Fourth, transform streets into social connectors. This is where the legacy of “World Class Streets” remains most relevant. Nearly 20 years ago, New York demonstrated that streets could be more than traffic corridors. Now, we can formally recognize that streets are also social infrastructure. Open Streets, plazas, sidewalks, protected bike lanes and neighborhood commercial corridors can improve mobility as well as opportunities for lingering, interaction and community life.
The Flatbush findings show that New Yorkers are already using streets this way. Policy needs to catch up with reality. That means permanent Open Streets, expanded seating, safer crossings, flexible curb space, public bathrooms and investments in corridors where residents have few alternatives for gathering.
Fifth, invest in stewardship and community capacity. A library, park or plaza is only as effective as the institutions that animate and maintain it. The Design Trust's Untapped finds that the challenge is not simply building more spaces. It is identifying where opportunities to allow people to steward them exist.
This requires a different approach to public investment. In addition to capital construction, the City, with public-private partnerships, should contribute more to the operational needs of stewardship organizations (streamlined permitting, funding for salaries, insurance, overhead) who activate public space every day. Social infrastructure succeeds when communities have the resources to steward it.
Sixth, assess neighborhood needs and fill gaps. New York brings systematic rigor to planning transportation, schools and utilities, yet applies no equivalent discipline to social connection. A social infrastructure agenda would change that — beginning by mapping neighborhoods through a different lens: Where are the physical places — the libraries, rec centers and gathering places — that bring people together? What are the social outcomes we want to measure — children playing, seniors being active and connecting, New Yorkers connecting across differences? Which neighborhoods have strong networks, and which are operating with critical gaps?
That mapping would feed into a citywide strategy, a successor to “World Class Streets,” that places social infrastructure gaps alongside housing insecurity, heat vulnerability and access inequities. This could serve as a governing framework driving capital budgets and agency coordination.
It could also link housing policy directly to social infrastructure investments. Mayor Mamdani's Block by Block housing strategy rightly frames affordability as inseparable from neighborhood quality. Large rezonings should carry social infrastructure requirements alongside housing production goals. The success of a housing strategy should be measured not only by units produced, but by the social life those neighborhoods can sustain.

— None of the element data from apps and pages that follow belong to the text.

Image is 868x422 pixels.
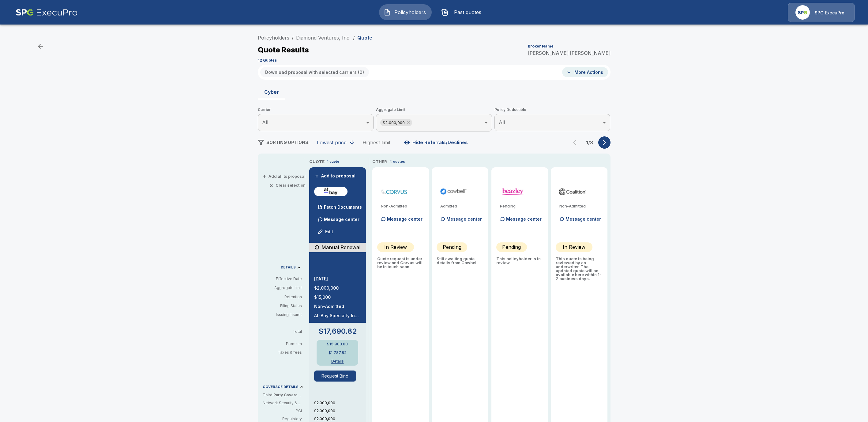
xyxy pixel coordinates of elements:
[499,119,505,125] span: All
[324,205,362,209] p: Fetch Documents
[263,175,266,178] span: +
[314,408,366,414] p: $2,000,000
[362,139,391,146] div: Highest limit
[440,204,483,208] p: Admitted
[258,106,374,113] span: Carrier
[271,183,305,187] button: ×Clear selection
[384,243,407,250] p: In Review
[267,140,309,145] span: SORTING OPTIONS:
[258,85,285,99] button: Cyber
[263,350,307,354] p: Taxes & fees
[258,46,309,53] p: Quote Results
[309,159,325,165] p: QUOTE
[556,257,603,281] p: This quote is being reviewed by an underwriter. The updated quote will be available here within 1...
[314,173,357,179] button: +Add to proposal
[379,4,432,20] button: Policyholders IconPolicyholders
[436,4,489,20] button: Past quotes IconPast quotes
[328,351,346,354] p: $1,787.82
[263,330,307,333] p: Total
[317,139,346,146] div: Lowest price
[372,159,387,165] p: OTHER
[389,159,392,164] p: 4
[559,204,603,208] p: Non-Admitted
[263,408,302,414] p: PCI: Covers fines or penalties imposed by banks or credit card companies
[436,257,483,264] p: Still awaiting quote details from Cowbell
[258,35,290,41] a: Policyholders
[566,216,601,222] p: Message center
[314,416,366,421] p: $2,000,000
[325,360,349,363] button: Details
[314,277,361,281] p: [DATE]
[451,9,485,16] span: Past quotes
[318,327,356,335] p: $17,690.82
[263,392,307,398] p: Third Party Coverage
[263,285,302,290] p: Aggregate limit
[499,187,527,196] img: beazleycyber
[321,243,361,251] p: Manual Renewal
[327,342,348,346] p: $15,903.00
[393,9,427,16] span: Policyholders
[376,106,492,113] span: Aggregate Limit
[528,51,611,55] p: [PERSON_NAME] [PERSON_NAME]
[270,183,273,187] span: ×
[584,140,596,145] p: 1 / 3
[500,204,543,208] p: Pending
[815,10,845,16] p: SPG ExecuPro
[263,342,307,346] p: Premium
[379,187,408,196] img: corvuscybersurplus
[264,175,305,178] button: +Add all to proposal
[496,257,543,264] p: This policyholder is in review
[377,257,424,269] p: Quote request is under review and Corvus will be in touch soon.
[314,304,361,309] p: Non-Admitted
[317,187,345,196] img: atbaycybersurplus
[324,216,359,222] p: Message center
[353,34,355,41] li: /
[314,400,366,406] p: $2,000,000
[562,67,608,77] button: More Actions
[263,312,302,317] p: Issuing Insurer
[16,3,78,22] img: AA Logo
[380,119,407,126] span: $2,000,000
[441,9,449,16] img: Past quotes Icon
[292,34,294,41] li: /
[314,370,356,381] button: Request Bind
[263,416,302,421] p: Regulatory: In case you're fined by regulators (e.g., for breaching consumer privacy)
[506,216,541,222] p: Message center
[327,159,339,164] p: 1 quote
[443,243,462,250] p: Pending
[258,59,277,62] p: 12 Quotes
[446,216,482,222] p: Message center
[314,286,361,290] p: $2,000,000
[314,313,361,318] p: At-Bay Specialty Insurance Company
[558,187,587,196] img: coalitioncyber
[314,370,361,381] span: Request Bind
[795,5,810,19] img: Agency Icon
[315,174,319,178] span: +
[281,266,296,269] p: DETAILS
[494,106,611,113] span: Policy Deductible
[262,119,268,125] span: All
[381,204,424,208] p: Non-Admitted
[263,276,302,282] p: Effective Date
[260,67,369,77] button: Download proposal with selected carriers (0)
[263,303,302,309] p: Filing Status
[263,400,302,406] p: Network Security & Privacy Liability: Third party liability costs
[393,159,405,164] p: quotes
[387,216,422,222] p: Message center
[263,385,298,388] p: COVERAGE DETAILS
[439,187,467,196] img: cowbellp100
[502,243,521,250] p: Pending
[380,119,412,126] div: $2,000,000
[383,9,391,16] img: Policyholders Icon
[563,243,586,250] p: In Review
[528,45,554,48] p: Broker Name
[357,35,372,40] p: Quote
[258,34,372,41] nav: breadcrumb
[788,3,855,22] a: Agency IconSPG ExecuPro
[263,294,302,300] p: Retention
[296,35,351,41] a: Diamond Ventures, Inc.
[315,226,336,238] button: Edit
[403,137,470,148] button: Hide Referrals/Declines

This mapping approach could be folded into the “micro plans” outlined in Block by Block.
The governance challenge
The primary challenge is not recognizing the importance of social infrastructure. New York already contains thousands of organizations, public agencies, libraries, parks, cultural institutions, community groups and public space stewards working toward the same goals. The challenge is governance: organizing these actors around shared outcomes, stable funding and long-term stewardship. Public realm responsibilities remain fragmented across agencies with competing mandates and capital cycles.
Our research suggests that New York's problem is less a shortage of committed actors than a shortage of coordination. Social infrastructure responsibilities are spread across parks, libraries, transportation, housing, schools, nonprofits, conservancies, community organizations and business improvement districts. The result is a system that relies on extraordinary effort from individual organizations but lacks a governing framework capable of sustaining the network as a whole.

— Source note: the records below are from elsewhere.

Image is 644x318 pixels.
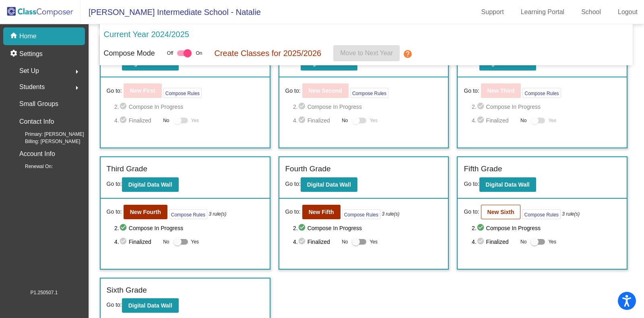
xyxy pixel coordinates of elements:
mat-icon: check_circle [477,223,486,233]
label: Fourth Grade [286,163,331,175]
button: Digital Data Wall [301,177,358,192]
b: New Sixth [488,209,514,215]
span: Yes [548,116,556,125]
mat-icon: check_circle [298,223,308,233]
span: 4. Finalized [114,237,159,246]
button: Digital Data Wall [122,177,179,192]
span: Go to: [107,208,122,216]
span: Yes [370,116,378,125]
button: New Fourth [124,205,167,219]
label: Third Grade [107,163,147,175]
span: Primary: [PERSON_NAME] [12,131,84,138]
mat-icon: check_circle [477,102,486,111]
span: 4. Finalized [293,116,338,125]
span: Yes [548,237,556,246]
b: Digital Data Wall [129,302,172,309]
b: New Fifth [309,209,334,215]
button: Move to Next Year [334,45,400,61]
span: On [196,49,202,57]
label: Sixth Grade [107,284,147,296]
button: New First [124,84,162,98]
mat-icon: check_circle [119,102,129,111]
span: 2. Compose In Progress [472,223,620,233]
span: Billing: [PERSON_NAME] [12,138,80,145]
a: School [575,6,608,19]
mat-icon: home [10,31,19,41]
span: Off [167,49,174,57]
button: New Third [481,84,521,98]
span: Go to: [107,86,122,95]
mat-icon: check_circle [119,237,129,246]
span: Students [19,81,45,93]
span: Renewal On: [12,163,53,170]
span: 2. Compose In Progress [472,102,620,111]
mat-icon: check_circle [119,116,129,125]
b: New Third [488,87,515,94]
p: Small Groups [19,98,59,110]
span: No [521,117,526,124]
button: Compose Rules [169,209,207,219]
span: Yes [191,116,199,125]
b: New Fourth [130,209,161,215]
span: Go to: [107,181,122,187]
span: No [342,117,348,124]
mat-icon: arrow_right [72,83,82,93]
span: 4. Finalized [472,237,516,246]
i: 3 rule(s) [562,210,580,218]
mat-icon: settings [10,49,19,59]
button: Digital Data Wall [122,298,179,313]
i: 3 rule(s) [382,210,399,218]
p: Home [19,31,36,41]
button: Compose Rules [164,88,202,98]
span: 2. Compose In Progress [114,223,263,233]
p: Account Info [19,148,55,159]
span: 4. Finalized [293,237,338,246]
span: Go to: [286,181,301,187]
button: New Second [302,84,348,98]
p: Compose Mode [104,48,155,59]
span: Go to: [286,208,301,216]
span: Go to: [464,181,479,187]
span: 4. Finalized [114,116,159,125]
span: No [163,238,169,245]
button: Compose Rules [342,209,381,219]
mat-icon: check_circle [477,116,486,125]
a: Logout [611,6,644,19]
button: Compose Rules [350,88,388,98]
span: No [342,238,348,245]
p: Contact Info [19,116,54,127]
mat-icon: arrow_right [72,67,82,76]
a: Learning Portal [514,6,571,19]
span: Go to: [464,208,479,216]
b: New Second [309,87,342,94]
p: Current Year 2024/2025 [104,28,189,40]
span: Go to: [464,86,479,95]
p: Settings [19,49,43,59]
button: Compose Rules [522,209,561,219]
button: New Fifth [302,205,341,219]
mat-icon: check_circle [119,223,129,233]
p: Create Classes for 2025/2026 [214,47,321,59]
a: Support [475,6,511,19]
span: [PERSON_NAME] Intermediate School - Natalie [81,6,261,19]
mat-icon: check_circle [298,102,308,111]
button: Digital Data Wall [479,177,536,192]
span: 2. Compose In Progress [293,102,442,111]
span: 2. Compose In Progress [114,102,263,111]
b: Digital Data Wall [307,181,351,188]
i: 3 rule(s) [209,210,226,218]
span: Go to: [107,301,122,308]
b: New First [130,87,155,94]
span: Go to: [286,86,301,95]
span: 4. Finalized [472,116,516,125]
mat-icon: check_circle [477,237,486,246]
b: Digital Data Wall [486,181,530,188]
mat-icon: check_circle [298,116,308,125]
span: No [521,238,526,245]
b: Digital Data Wall [129,181,172,188]
span: Set Up [19,65,39,76]
button: New Sixth [481,205,521,219]
label: Fifth Grade [464,163,502,175]
span: 2. Compose In Progress [293,223,442,233]
span: Yes [370,237,378,246]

Former Mayor Adams named the city’s first-ever public realm officer, recognizing the cross-sectoral leadership needed for this major task and city asset, but structurally the position lacked authority and was eliminated in the current administration. Maintenance and programming funding has been reduced for years. For example, research by the Center for an Urban Future found that since 1964 there has been a 66% decline in the NYC Parks’ recreation division workforce. And communities — especially low-income communities that have watched public investment accelerate displacement — may see public realm improvements as harbingers of gentrification if it is not clear how existing community needs are being addressed. The question is not whether cities should invest in social infrastructure. The question is how they do so in ways that allow existing residents to remain and benefit from the value those investments create.

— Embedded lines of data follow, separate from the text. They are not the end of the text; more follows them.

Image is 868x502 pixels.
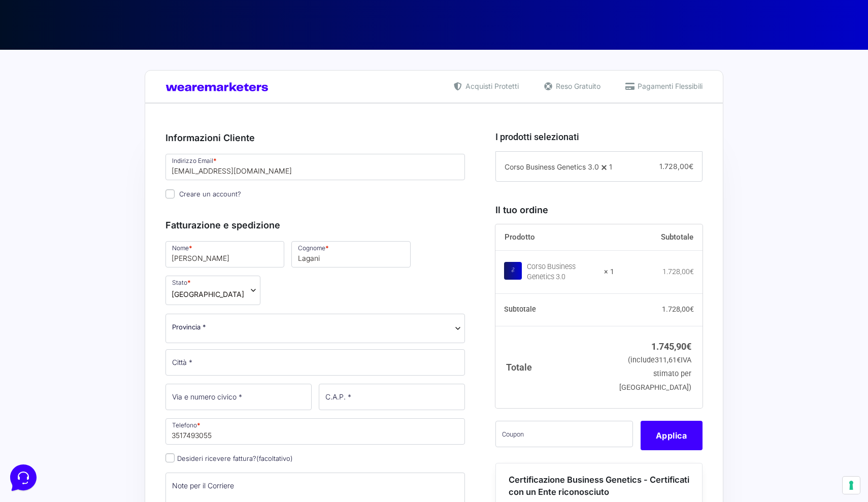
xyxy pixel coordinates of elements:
input: Coupon [496,420,633,447]
bdi: 1.728,00 [662,267,694,275]
h3: Il tuo ordine [496,203,702,216]
div: Corso Business Genetics 3.0 [527,261,598,282]
bdi: 1.728,00 [662,305,694,313]
button: Applica [640,420,702,450]
button: Messaggi [71,325,133,349]
button: Aiuto [133,325,195,349]
span: Provincia * [172,322,206,332]
span: Creare un account? [179,190,241,197]
input: Città * [166,349,465,375]
button: Inizia una conversazione [16,86,187,105]
label: Desideri ricevere fattura? [166,454,292,463]
span: Provincia [166,313,465,343]
span: Acquisti Protetti [463,81,518,91]
span: Corso Business Genetics 3.0 [504,163,599,171]
iframe: Customerly Messenger Launcher [8,463,39,493]
bdi: 1.745,90 [651,341,691,352]
h3: Fatturazione e spedizione [166,218,465,232]
h3: Informazioni Cliente [166,131,465,145]
p: Messaggi [87,340,115,349]
small: (include IVA stimato per [GEOGRAPHIC_DATA]) [619,355,691,392]
input: Via e numero civico * [166,384,311,410]
input: Creare un account? [166,189,175,198]
span: Certificazione Business Genetics - Certificati con un Ente riconosciuto [509,474,689,497]
img: Corso Business Genetics 3.0 [504,261,522,279]
input: Nome * [166,241,284,267]
span: € [689,305,694,313]
span: Reso Gratuito [553,81,600,91]
p: Home [30,340,48,349]
input: Desideri ricevere fattura?(facoltativo) [166,453,175,463]
h3: I prodotti selezionati [496,130,702,144]
span: € [688,162,693,170]
span: (facoltativo) [256,454,292,463]
th: Totale [496,325,614,407]
span: 1 [608,163,612,171]
h2: Ciao da Marketers 👋 [8,8,170,24]
input: Indirizzo Email * [166,153,465,180]
span: Trova una risposta [16,126,79,133]
span: Stato [166,275,260,305]
th: Prodotto [496,224,614,251]
a: Apri Centro Assistenza [108,126,187,133]
th: Subtotale [496,293,614,326]
span: 311,61 [655,355,681,364]
span: € [689,267,694,275]
span: Pagamenti Flessibili [635,81,702,91]
button: Home [8,325,71,349]
img: dark [49,56,69,77]
input: Cognome * [292,241,410,267]
span: 1.728,00 [659,162,693,170]
input: Cerca un articolo... [23,148,166,158]
span: Le tue conversazioni [16,40,87,49]
input: Telefono * [166,418,465,445]
span: Inizia una conversazione [66,91,150,100]
th: Subtotale [614,224,702,251]
img: dark [33,56,53,77]
button: Le tue preferenze relative al consenso per le tecnologie di tracciamento [843,477,860,494]
span: € [676,355,681,364]
span: € [686,341,691,352]
span: Spagna [171,289,245,299]
p: Aiuto [156,340,171,349]
strong: × 1 [604,267,614,277]
img: dark [16,56,37,77]
input: C.A.P. * [319,384,465,410]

These concerns should be incorporated into a social infrastructure agenda to ensure sites are treated as community assets, or essential public goods. Just as housing policy increasingly recognizes that production and preservation must go hand in hand, social infrastructure investments should be paired with preservation strategies that help existing residents remain in place and share in the benefits of neighborhood improvement. Community governance and genuine stewardship partnerships with local organizations are not add-ons. They are the difference between infrastructure that serves a neighborhood and infrastructure that might seem created for newer residents and not longstanding New Yorkers.
Investments in parks, libraries, public spaces and cultural facilities should be accompanied by investments in housing preservation, tenant protections, community ownership and small-business stability, increasingly cited as tools in national anti-displacement conversations. New York is already experimenting with this approach. Mayor Mamdani's housing agenda pairs new housing production with tenant protections, preservation of existing affordable housing, stronger enforcement against negligent landlords and mechanisms intended to help residents remain in place as neighborhoods change.
Protecting neighborhood identity requires more than preventing residential displacement. As groups like Municipal Art Society (MAS) and Public Works Partners have documented, it also means sustaining the organizations, businesses, cultural institutions and social networks that give neighborhoods their character and provide the social infrastructure residents rely on.
The ideas advanced in the Center for an Urban Future's “Real Estate for Parks” report point toward a broader principle: Growth should help fund the public realm that makes growth successful. The same research also outlines best practice from outside of New York and recommendations for investment funds. Development contributions tied not only to open space but to broader neighborhood social infrastructure needs. The goal is to make social infrastructure a predictable part of city-building rather than an afterthought. New York should treat anti-displacement as a core component of social infrastructure governance. Every major social infrastructure investment should be accompanied by a neighborhood preservation strategy that identifies residents, businesses and community institutions at risk and aligns housing, economic development and community stewardship tools accordingly.
The next step
The question is no longer whether social infrastructure matters. The evidence — from New York to London to Cape Town to Brazil — is overwhelming. New Yorkers demonstrate its value every day in the ways they use public space, often despite its limitations. New York does not lack cultural organizations or civic ambition. What it lacks is a governing framework that treats these assets as a connected system and social connection as a public outcome. The challenge is not convincing the City to care. It is giving the City the institutional capacity to deliver, coordinate and sustain the social infrastructure it already knows it needs with the same seriousness it brings to housing, transportation and utilities.
The goal is not simply to create more desirable neighborhoods. It is to ensure that the people who make neighborhoods desirable can continue to live, work, gather and belong there. Nearly 20 years after World Class Streets, and a few days after a celebration that inspired everyone, New York is ready for the next step: building a city where belonging is not improvised against the odds but designed in from the start.
This essay builds on a collaborative research report developed by a core team across IPK and Gehl: Eric, Julia and Eamon O’Connor, Candice Ji, Precious Ndukuba and Michael Koncewicz, Matthew Wolfe and Nan Feng. See the full report, Social Infrastructure is Essential Infrastructure.